The New Southern Fugitives Review of Mourning Dove

Book review
Mourning Dove
Claire Fullerton
Forthcoming June 29, 2018
Firefly Southern Fiction, 234 pp., $9.95
Parallel universes exist all around us. One person chucks trash for another to call a treasure. Claire Fullerton’s novel Mourning Dove explores this concept with indulgent detail through a cast of characters manifesting such existences like fraternal twins. North meets South. Gritty, lower-income streets cross into rich, well-to-do avenues. The old gives way to youth in an almost forgotten silence. The harsh reality of here and now crashes unforgivingly into wistful nostalgic ideations of what might have been. Fullerton delivers a punch that impacts the reader in a vein similar to To Kill a Mockingbird—even the coming-of-age protagonists and titles align to a degree.
Told through the perspective of Millie, the younger child between she and her wunderkind brother Finley, the novel oscillates between worlds of breathless memory and the tattered edges of the present. Fullerton plops Millie into uptown Memphis, Tennessee during the 60s and 70s. It’s a world away from her native Minnesota and the divorce between Posey, her well-heeled mother, and Sean, her wayward alcoholic father. From there, Millie and Finley are lurched into maturity all too soon, with their environment ever shifting between hopeful wishes and severe thoughts grounded in a cold reality.
Like To Kill a Mockingbird, Mourning Dove examines the social mores of masculinity versus. femininity, rich versus poor, life versus death, and maturity versus youth. Unlike Lee’s classic, Fullerton uses these themes in a painfully intimate way with her central characters unapologetically tasked with navigating between these worlds. Where Scout and Jem experience these from a protected and privileged distance in To Kill a Mockingbird, Millie and Finley are more often than not left to their own devices. The siblings maneuver across both literal and figurative borders with no guidance from the adults in their lives—who admittedly seem less prepared or willing to manage these borders for themselves.
Posey, living the life typical of Southern elites, flits in and out the scene with an elegant remoteness similar to that of a wild bird, present yet untouchable. Sean’s exits and entrances come with a stronger weight until his untimely and lonely death, hermited away in his lower-income apartment. Even Gaga, Millie’s fragile grandmother, exists on her own, separate plane of reality until death. While all characters inhabit the same stage, their performances create a collage of alternate spaces, with each operating in entire separation from the others. The chilled distance between child and adult creates an unnerving atmosphere for the audience watching the protagonists grow up with little guidance.
More to the point, Millie and Finley act more as spectators in their own show. They observe from a distance, save for the here-and-there snippets of conversation with their family members. Their existence is an insular one where their presence is solely delegated by beck and call for strictly Norman Rockwell purposes of creating the perfect, Southern gatherings of “knee-high to a grasshopper” conversations with adults that Posey wishes to impress. As children, they are often the perfect picture of “seen and not heard”conversation starters over cocktails in the card room. The closest, warmest relationship in the book is between Millie and Finley alone.
But even this relationship meets an unfortunate end, and everything the now adult Millie thought was set in stone is turned upside down. Players in the dramatic tragedy switch roles faster than your favorite daytime soap opera. Fullerton beautifully sums up the lessons from this novel with a single line: “Perhaps we’ll discover great meaning as we look back and realize we handled the same history in two different ways.” The single grain of hopeful truth Mourning Dove offers at its bitter end is this: the truth is multidimensional. Even two people with twin experiences will come to forks in the road and separate into paralleled experiences.
Fullerton’s novel will transcend generations for this reason. It speaks to readers across different barriers in the same way that her novel oscillates. North to South. Baby Boomer, Gen X, Millennial. The hard-learned lessons she captures know no boundaries and have no mercies. Mourning Dove is a novel we not only read, but listen to as we would a teacher filled hard won wisdom.
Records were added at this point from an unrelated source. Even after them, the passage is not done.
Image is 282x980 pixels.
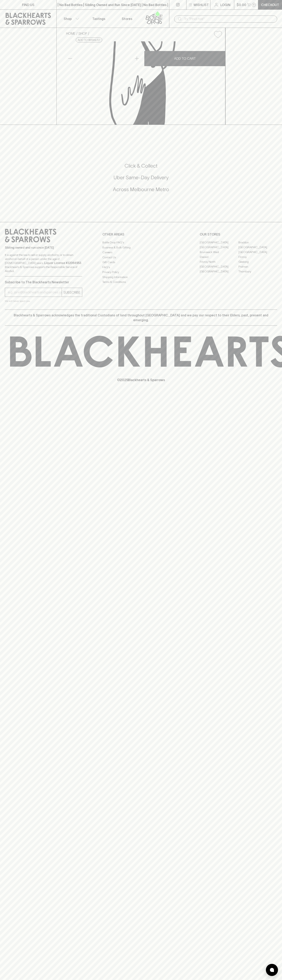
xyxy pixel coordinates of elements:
[239,269,277,274] a: Thornbury
[8,313,274,323] p: Blackhearts & Sparrows acknowledges the traditional Custodians of land throughout [GEOGRAPHIC_DAT...
[63,290,80,295] p: SUBSCRIBE
[22,3,34,7] p: FIND US
[63,41,225,125] img: Cheeseculture GLUTEN FREE Crispbread 100g
[200,232,277,237] p: OUR STORES
[213,30,224,39] button: Add to wishlist
[5,253,82,273] p: It is against the law to sell or supply alcohol to, or to obtain alcohol on behalf of a person un...
[113,10,141,28] a: Stores
[221,3,231,7] p: Login
[237,3,246,7] p: $0.00
[200,255,239,259] a: Elwood
[239,264,277,269] a: Prahran
[102,240,180,245] a: Bottle Drop FAQ's
[254,4,255,6] p: 0
[102,255,180,260] a: Contact Us
[102,265,180,270] a: FAQ's
[102,275,180,279] a: Shipping Information
[102,232,180,237] p: OTHER AREAS
[5,299,82,303] p: We will never spam you
[102,245,180,250] a: Business & Bulk Gifting
[175,56,196,61] p: ADD TO CART
[239,259,277,264] a: Geelong
[57,10,85,28] button: Shop
[5,146,277,214] div: Call to action block
[200,240,239,245] a: [GEOGRAPHIC_DATA]
[239,240,277,245] a: Braddon
[102,280,180,284] a: Terms & Conditions
[5,280,82,284] p: Subscribe to The Blackhearts Newsletter
[239,245,277,250] a: [GEOGRAPHIC_DATA]
[144,51,226,66] button: ADD TO CART
[200,245,239,250] a: [GEOGRAPHIC_DATA]
[193,3,209,7] p: Wishlist
[200,269,239,274] a: [GEOGRAPHIC_DATA]
[261,3,279,7] p: Checkout
[92,16,105,21] p: Tastings
[102,250,180,255] a: Careers
[200,264,239,269] a: [GEOGRAPHIC_DATA]
[85,10,113,28] a: Tastings
[76,37,102,43] button: Add to wishlist
[78,32,87,36] a: SHOP
[64,16,72,21] p: Shop
[200,259,239,264] a: Fitzroy North
[102,270,180,275] a: Privacy Policy
[5,175,277,181] h5: Uber Same-Day Delivery
[270,968,274,972] img: bubble-icon
[8,289,61,295] input: e.g. jane@blackheartsandsparrows.com.au
[62,288,82,297] button: SUBSCRIBE
[239,255,277,259] a: Fitzroy
[44,261,81,264] strong: Liquor License #32064953
[5,246,82,250] p: Sibling owned and run since [DATE]
[122,16,133,21] p: Stores
[239,250,277,255] a: [GEOGRAPHIC_DATA]
[66,32,76,36] a: HOME
[5,186,277,193] h5: Across Melbourne Metro
[184,16,274,22] input: Try "Pinot noir"
[200,250,239,255] a: Brunswick West
[102,260,180,265] a: Gift Cards
[5,162,277,169] h5: Click & Collect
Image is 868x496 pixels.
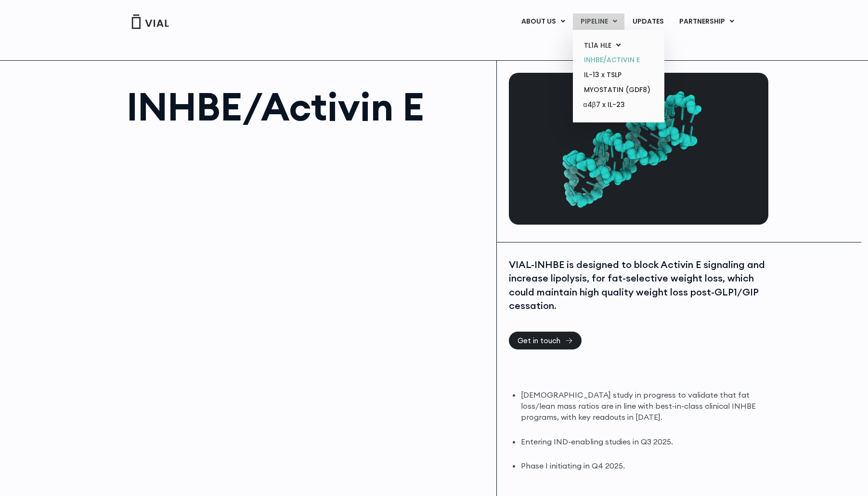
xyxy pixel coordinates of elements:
[625,14,671,30] a: UPDATES
[576,38,661,53] a: TL1A HLEMenu Toggle
[131,15,169,29] img: Vial Logo
[672,14,742,30] a: PARTNERSHIPMenu Toggle
[573,14,624,30] a: PIPELINEMenu Toggle
[514,14,573,30] a: ABOUT USMenu Toggle
[521,389,766,423] li: [DEMOGRAPHIC_DATA] study in progress to validate that fat loss/lean mass ratios are in line with ...
[576,82,661,97] a: MYOSTATIN (GDF8)
[518,337,560,344] span: Get in touch
[521,460,766,471] li: Phase I initiating in Q4 2025.
[576,97,661,113] a: α4β7 x IL-23
[509,332,582,349] a: Get in touch
[126,87,487,126] h1: INHBE/Activin E
[521,436,766,447] li: Entering IND-enabling studies in Q3 2025.
[576,52,661,68] a: INHBE/ACTIVIN E
[509,257,766,313] div: VIAL-INHBE is designed to block Activin E signaling and increase lipolysis, for fat-selective wei...
[576,68,661,82] a: IL-13 x TSLP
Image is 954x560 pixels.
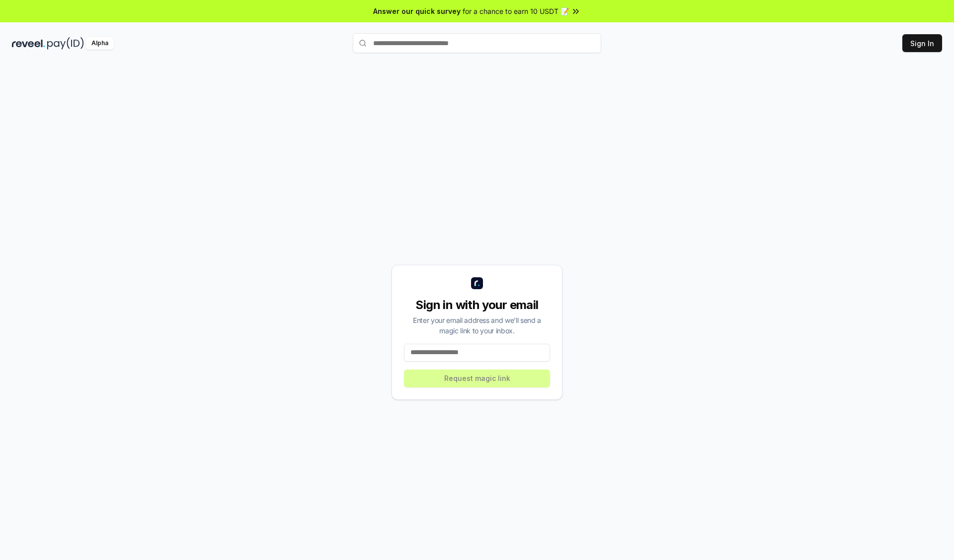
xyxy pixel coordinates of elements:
div: Alpha [86,37,114,50]
button: Sign In [902,35,942,52]
img: pay_id [47,37,83,50]
div: Sign in with your email [404,297,550,314]
span: Answer our quick survey [373,6,461,16]
span: for a chance to earn 10 USDT 📝 [463,6,569,16]
img: reveel_dark [12,37,45,50]
div: Enter your email address and we’ll send a magic link to your inbox. [404,315,550,336]
img: logo_small [471,277,483,290]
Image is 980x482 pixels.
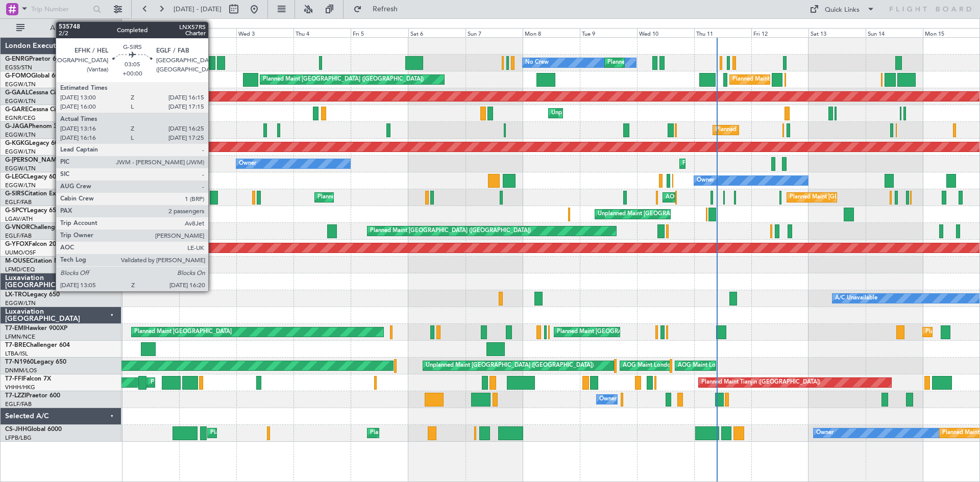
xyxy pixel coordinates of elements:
a: G-FOMOGlobal 6000 [5,73,66,79]
a: EGGW/LTN [5,300,35,307]
a: G-GARECessna Citation XLS+ [5,106,90,113]
div: Sat 6 [408,29,465,37]
span: G-JAGA [5,124,29,130]
div: Planned Maint [GEOGRAPHIC_DATA] ([GEOGRAPHIC_DATA]) [790,190,950,206]
div: [DATE] [124,21,141,30]
div: Cleaning [GEOGRAPHIC_DATA] ([PERSON_NAME] Intl) [87,207,230,222]
a: EGGW/LTN [5,149,35,155]
button: Refresh [348,1,410,18]
a: T7-BREChallenger 604 [5,342,70,348]
span: G-LEGC [5,174,28,180]
a: G-LEGCLegacy 600 [5,174,60,180]
a: G-[PERSON_NAME]Cessna Citation XLS [5,157,118,163]
span: G-KGKG [5,141,30,147]
a: EGLF/FAB [5,232,31,240]
div: Planned Maint [GEOGRAPHIC_DATA] ([GEOGRAPHIC_DATA]) [370,426,531,441]
a: EGGW/LTN [5,182,35,190]
a: LGAV/ATH [5,215,32,223]
a: EGGW/LTN [5,81,35,89]
span: G-ENRG [5,56,30,62]
div: Planned Maint [GEOGRAPHIC_DATA] ([GEOGRAPHIC_DATA]) [733,72,893,88]
div: AOG Maint London ([GEOGRAPHIC_DATA]) [623,358,737,374]
div: Planned Maint [GEOGRAPHIC_DATA] ([GEOGRAPHIC_DATA]) [608,55,768,71]
span: T7-N1960 [5,359,33,366]
div: Owner [697,173,714,189]
span: G-SIRS [5,191,25,197]
a: LX-TROLegacy 650 [5,292,60,298]
a: EGLF/FAB [5,400,31,408]
a: G-JAGAPhenom 300 [5,124,64,130]
span: CS-JHH [5,427,28,433]
a: T7-LZZIPraetor 600 [5,393,60,399]
span: G-SPCY [5,208,28,213]
div: Mon 15 [923,29,980,37]
span: G-FOMO [5,73,31,79]
div: Planned Maint [GEOGRAPHIC_DATA] [134,325,232,340]
div: Fri 12 [752,29,809,37]
span: T7-EMI [5,326,25,331]
span: T7-FFI [5,376,23,383]
a: LTBA/ISL [5,350,29,358]
div: Unplanned Maint [GEOGRAPHIC_DATA] ([GEOGRAPHIC_DATA]) [426,358,594,374]
div: Owner [239,156,257,171]
a: EGSS/STN [5,64,32,72]
div: Planned Maint [GEOGRAPHIC_DATA] ([GEOGRAPHIC_DATA]) [683,156,843,171]
a: G-SPCYLegacy 650 [5,208,60,213]
a: G-GAALCessna Citation XLS+ [5,90,90,96]
span: G-YFOX [5,241,29,248]
div: Tue 9 [581,29,638,37]
a: G-SIRSCitation Excel [5,191,64,197]
a: EGGW/LTN [5,131,35,139]
span: Refresh [364,6,407,13]
a: UUMO/OSF [5,249,35,257]
div: Owner [599,392,617,407]
a: EGNR/CEG [5,114,35,122]
a: G-YFOXFalcon 2000EX [5,241,71,248]
a: T7-FFIFalcon 7X [5,376,51,383]
span: LX-TRO [5,292,28,298]
div: No Crew [525,55,549,71]
a: LFMN/NCE [5,333,35,341]
div: Quick Links [826,5,860,16]
div: Planned Maint [GEOGRAPHIC_DATA] ([GEOGRAPHIC_DATA]) [318,190,478,206]
div: Sat 13 [809,29,866,37]
span: All Aircraft [27,25,108,31]
div: Planned Maint [GEOGRAPHIC_DATA] ([GEOGRAPHIC_DATA] Intl) [151,375,321,391]
a: T7-EMIHawker 900XP [5,326,68,331]
a: G-VNORChallenger 650 [5,224,74,231]
div: Planned Maint [GEOGRAPHIC_DATA] [557,325,654,340]
span: G-GAAL [5,90,29,96]
div: Planned Maint [GEOGRAPHIC_DATA] ([GEOGRAPHIC_DATA]) [370,223,531,239]
a: M-OUSECitation Mustang [5,259,79,265]
div: Sun 7 [465,29,522,37]
a: G-ENRGPraetor 600 [5,56,63,62]
div: Thu 11 [695,29,752,37]
div: Owner [817,426,833,441]
div: Tue 2 [179,29,236,37]
div: AOG Maint [PERSON_NAME] [666,190,744,206]
a: LFPB/LBG [5,435,31,442]
div: Mon 8 [522,29,581,37]
div: Fri 5 [351,29,408,37]
div: Sun 14 [866,29,923,37]
div: Wed 3 [236,29,293,37]
div: Planned Maint [GEOGRAPHIC_DATA] ([GEOGRAPHIC_DATA]) [211,426,371,441]
div: A/C Unavailable [835,291,878,306]
a: VHHH/HKG [5,384,35,392]
a: T7-N1960Legacy 650 [5,359,66,366]
a: EGGW/LTN [5,165,35,172]
div: Unplanned Maint [GEOGRAPHIC_DATA] ([PERSON_NAME] Intl) [598,207,764,222]
div: Wed 10 [638,29,695,37]
a: EGGW/LTN [5,97,35,105]
button: Quick Links [805,1,881,18]
div: Planned Maint [GEOGRAPHIC_DATA] ([GEOGRAPHIC_DATA]) [263,72,424,88]
span: [DATE] - [DATE] [173,5,221,14]
a: LFMD/CEQ [5,266,34,273]
span: T7-LZZI [5,393,26,399]
span: G-VNOR [5,224,31,231]
div: Thu 4 [293,29,351,37]
a: DNMM/LOS [5,367,36,375]
input: Trip Number [31,2,90,17]
div: Planned Maint [GEOGRAPHIC_DATA] ([GEOGRAPHIC_DATA]) [716,123,877,138]
div: Unplanned Maint [PERSON_NAME] [551,105,643,121]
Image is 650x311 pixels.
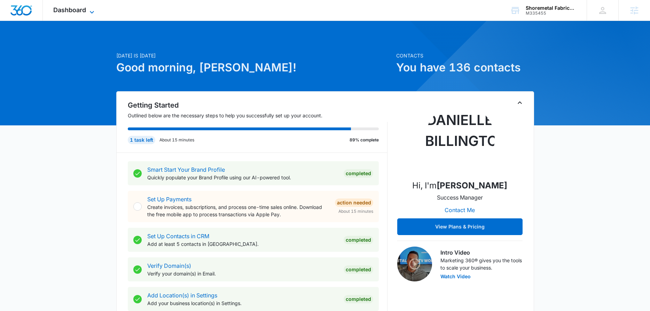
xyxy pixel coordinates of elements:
[128,100,387,110] h2: Getting Started
[525,5,576,11] div: account name
[147,292,217,299] a: Add Location(s) in Settings
[335,198,373,207] div: Action Needed
[147,270,338,277] p: Verify your domain(s) in Email.
[147,240,338,247] p: Add at least 5 contacts in [GEOGRAPHIC_DATA].
[349,137,379,143] p: 89% complete
[147,203,329,218] p: Create invoices, subscriptions, and process one-time sales online. Download the free mobile app t...
[397,218,522,235] button: View Plans & Pricing
[343,265,373,273] div: Completed
[425,104,494,174] img: Danielle Billington
[147,196,191,202] a: Set Up Payments
[147,166,225,173] a: Smart Start Your Brand Profile
[147,299,338,307] p: Add your business location(s) in Settings.
[440,256,522,271] p: Marketing 360® gives you the tools to scale your business.
[437,201,482,218] button: Contact Me
[128,112,387,119] p: Outlined below are the necessary steps to help you successfully set up your account.
[437,193,483,201] p: Success Manager
[116,59,392,76] h1: Good morning, [PERSON_NAME]!
[397,246,432,281] img: Intro Video
[147,232,209,239] a: Set Up Contacts in CRM
[343,169,373,177] div: Completed
[525,11,576,16] div: account id
[343,236,373,244] div: Completed
[53,6,86,14] span: Dashboard
[343,295,373,303] div: Completed
[338,208,373,214] span: About 15 minutes
[396,52,534,59] p: Contacts
[159,137,194,143] p: About 15 minutes
[440,274,470,279] button: Watch Video
[116,52,392,59] p: [DATE] is [DATE]
[147,262,191,269] a: Verify Domain(s)
[128,136,155,144] div: 1 task left
[147,174,338,181] p: Quickly populate your Brand Profile using our AI-powered tool.
[412,179,507,192] p: Hi, I'm
[396,59,534,76] h1: You have 136 contacts
[436,180,507,190] strong: [PERSON_NAME]
[440,248,522,256] h3: Intro Video
[515,98,524,107] button: Toggle Collapse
9 thoughts on “The New Southern Fugitives Review of Mourning Dove

    1. Great to hear this, Sharon. I respect this reviewer, whose name is Emery Duffy. I admire her insight to nuance. Thank you for dropping a line here. I’m grateful to you for your continued support. And I remain your supporter!

      Liked by 1 person

  1. Wow. That is an incredible review. It sounds like you’ve done it again, Claire, and I look forward to reading Mourning Dove. I wish you all the best with this new release.